What is Microdevelopment?
“Microdevelopment” began as a category of financial services developed within communities that lack access to conventional banking and related services. Microdevelopment practices include building community-managed savings groups; internal lending and credit building; and establishing micro-businesses based on culturally-respectful values. Today, it stands for the co-design of community-led economies to safeguard and restore their environment and land.
Microdevelopment starts by engaging with people living in a particular place, within particular cultures, across generations, at a particular time to listen, learn from, and co-design practical, affordable, effective approaches to local development.
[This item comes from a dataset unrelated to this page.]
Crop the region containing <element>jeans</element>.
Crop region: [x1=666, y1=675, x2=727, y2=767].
We focus particularly on the role that cultural identities, as well as the role of ecological wisdom, play in successful local development activities, with broad understanding that no single approach to development can serve people living in quite different cultures and ecosystems with the same effectiveness. New approaches to microdevelopment are needed if people are to identify with them, commit to them, and manage them sustainably over the long term.
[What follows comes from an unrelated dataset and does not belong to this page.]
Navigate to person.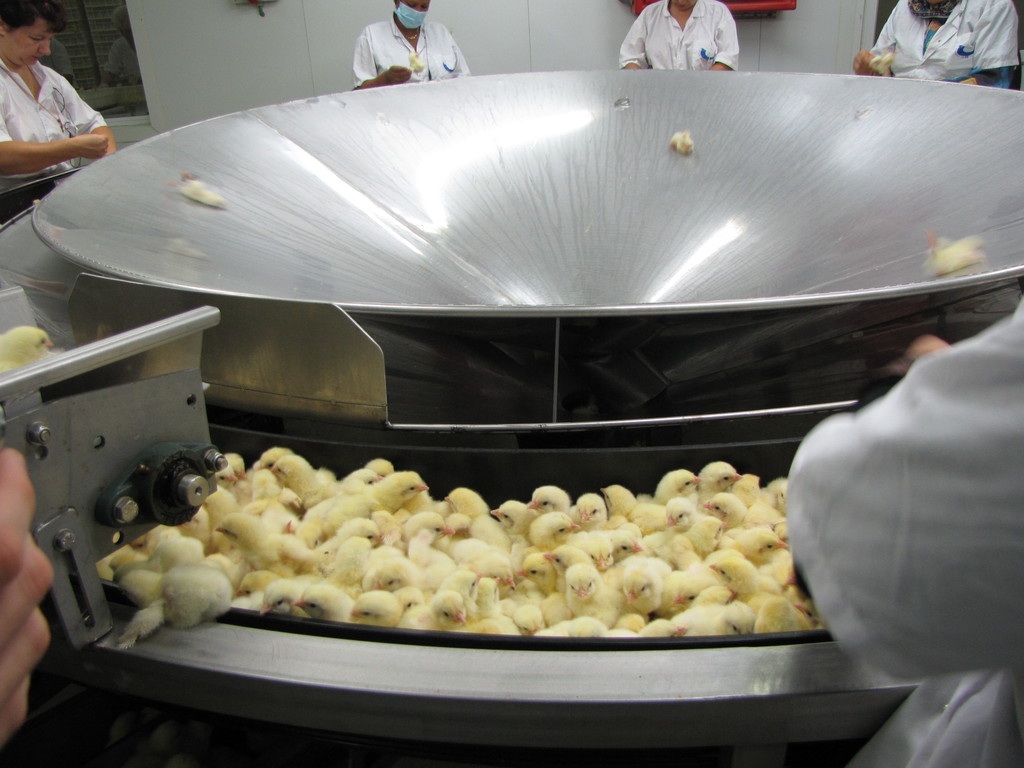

There are three guiding principles of microdevelopment that MAPLE follows when working with communities:
PARTICIPATION
People are willing to work hard to sustain local development projects when they have participated at every stage in project design, implementation, and management such that the outcomes fit their needs, values, and aspirations.
2. SHARED WISDOM
People share their wisdom of the local ecologies within the co-design process, necessary for sustaining the land, water, air, and regional bio-diversity upon which their lives and livelihoods depend.
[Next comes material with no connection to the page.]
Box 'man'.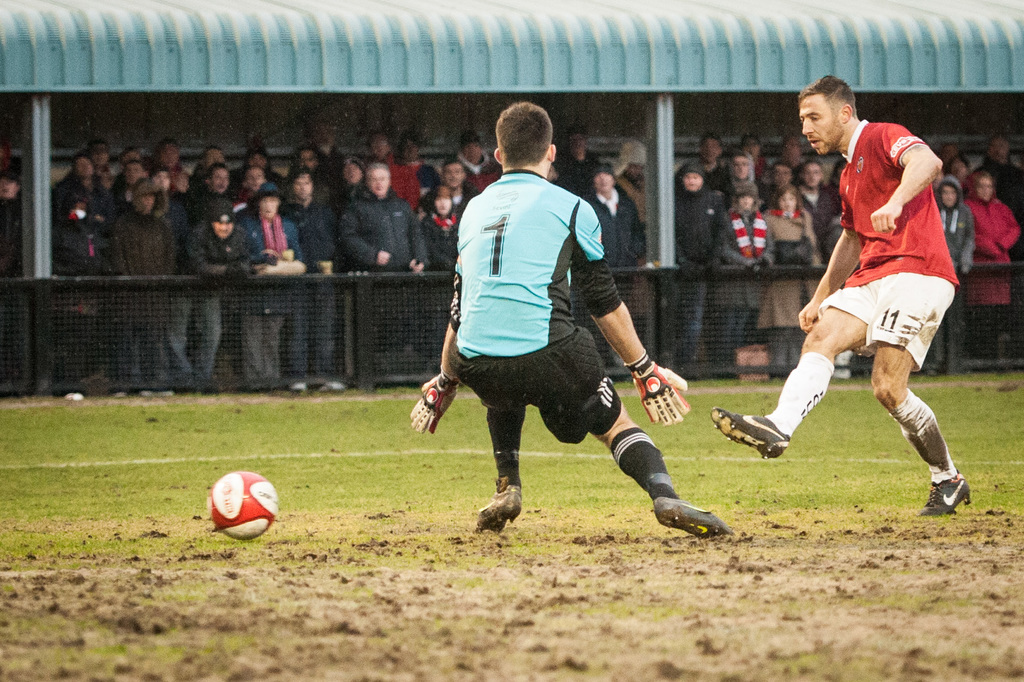
Rect(152, 135, 186, 177).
3. CAPACITY-BUILDING AND ACCESS TO FINANCE
People are able to sustain local development projects when they have the training required to build their capacities for project management and sustainability, when these activities produce local value, and when people have access to the ways and means of financing of their own initiatives.
4. REGENERATION
People reconnect across generations, localities, regions, and cultures to regenerate the land and society based on deep respect.